Barker, Thomas

, esq. the descendant of an ancient and respectable family at Lyndon in Rutlandshire, was the son of Samuel Barker, esq. of Lyndon, by a daughter of the celebrated Whiston, who often acknowledges the assistance he received from his son-in-law in his ecclesiastical | researches. Mr. Samuel Barker was long employed in preparing a Hebrew grammar, which he probably did not live to finish, but in 1761 was published “Poesis vetus He^ braica restitutus. Accedunt quasdam de carmine Anacre^ ontis. De accentibus Graecis. De Scriptura vetere lonica, De literis consonantibus et vocalibus, et de pronuntiatione >inguae Hebraicoe,” 4to. He was then dead. His son, the subject of the present article, was the author of several tracts on religious and philosophical subjects among the former were, “The duty, circumstance, and benefits of Baptism, determined by evidence,1771, 8vo “The Messiah, being the prophecies concerning him methodized, with their accomplishment,1780, 8vo “The nature and circumstances of the Demoniacs in the Gospel,1780, 8vo. In some of these he is said to depart from the received opinions of the church. Of his philosophical works, which have done him far more credit, we may notice his meteorological journals, which were for many years published in the Philosophical Transactions, where likewise he wrote, 1. “An account of a Meteor seen in Rutland,1756. 2. “On the return of the Comet expected in 1757 or 1755, ibid. 1759. 3.” On the mutations of the Stars,“ibid. 1761. 4.” Account of a remarkable Halo,“ib. 1762, 5.” Observations on the quantity of rain fallen at Lyndon for several years, with observations for determining the latitude of Stamford,“ib. 1771. He published also separately,” Account of the discoveries respecting Comets," 1757, 4to. This contains a table of the Parabola, much valued by competent judges, and reprinted by sir Henry Englefield, in his excellent treatise on the same subject. Mr. Barker, by a course of uninterrupted abstemiousness, particularly from animal food, which he was under the necessity of leaving off in his infancy, prolonged his life and faculties to an unusual period, dying at Lyndon, Dec. 29th, 1809, in his eighty-eighth year. It ought to have been noticed, that he drew up the history of the parish of Lyndon, one of the few parts given to the public of a new edition of Wright’s history and antiquities of Rutland. 1

1

Nichols’s Life of Bowyer, vol. Ill, Biog. Brit. art. Whiston, note?? Winston’s Memoirs.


What is needed: Within the entries below, find each line containing the word "index" and copy it.

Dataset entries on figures

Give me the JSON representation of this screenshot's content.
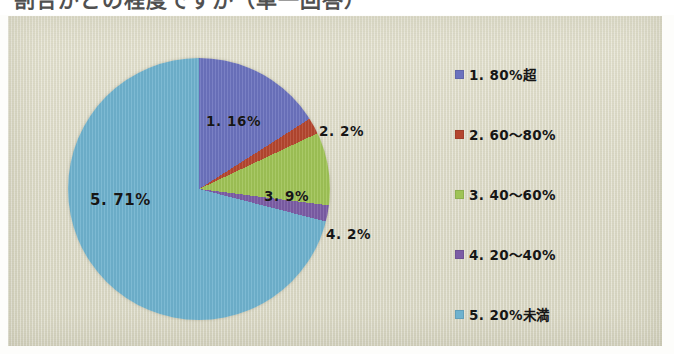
{
  "document": {
    "title_partial": "割合がどの程度ですか（単一回答）",
    "panel_background": "#dcdac6"
  },
  "chart_data": {
    "type": "pie",
    "title": "",
    "start_angle_deg": 0,
    "direction": "clockwise",
    "legend_position": "right",
    "categories": [
      "1. 80%超",
      "2. 60〜80%",
      "3. 40〜60%",
      "4. 20〜40%",
      "5. 20%未満"
    ],
    "values": [
      16,
      2,
      9,
      2,
      71
    ],
    "value_unit": "%",
    "colors": [
      "#6b72be",
      "#b4462f",
      "#9fc356",
      "#7b5ca5",
      "#6fb2ce"
    ],
    "data_labels": [
      "1. 16%",
      "2. 2%",
      "3. 9%",
      "4. 2%",
      "5. 71%"
    ],
    "slices": [
      {
        "index": 1,
        "label": "1. 16%",
        "legend": "1. 80%超",
        "value": 16,
        "color": "#6b72be"
      },
      {
        "index": 2,
        "label": "2. 2%",
        "legend": "2. 60〜80%",
        "value": 2,
        "color": "#b4462f"
      },
      {
        "index": 3,
        "label": "3. 9%",
        "legend": "3. 40〜60%",
        "value": 9,
        "color": "#9fc356"
      },
      {
        "index": 4,
        "label": "4. 2%",
        "legend": "4. 20〜40%",
        "value": 2,
        "color": "#7b5ca5"
      },
      {
        "index": 5,
        "label": "5. 71%",
        "legend": "5. 20%未満",
        "value": 71,
        "color": "#6fb2ce"
      }
    ]
  },
  "legend": {
    "items": [
      {
        "label": "1. 80%超",
        "color": "#6b72be"
      },
      {
        "label": "2. 60〜80%",
        "color": "#b4462f"
      },
      {
        "label": "3. 40〜60%",
        "color": "#9fc356"
      },
      {
        "label": "4. 20〜40%",
        "color": "#7b5ca5"
      },
      {
        "label": "5. 20%未満",
        "color": "#6fb2ce"
      }
    ]
  }
}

Answer section:
        "index": 1,
        "index": 2,
        "index": 3,
        "index": 4,
        "index": 5,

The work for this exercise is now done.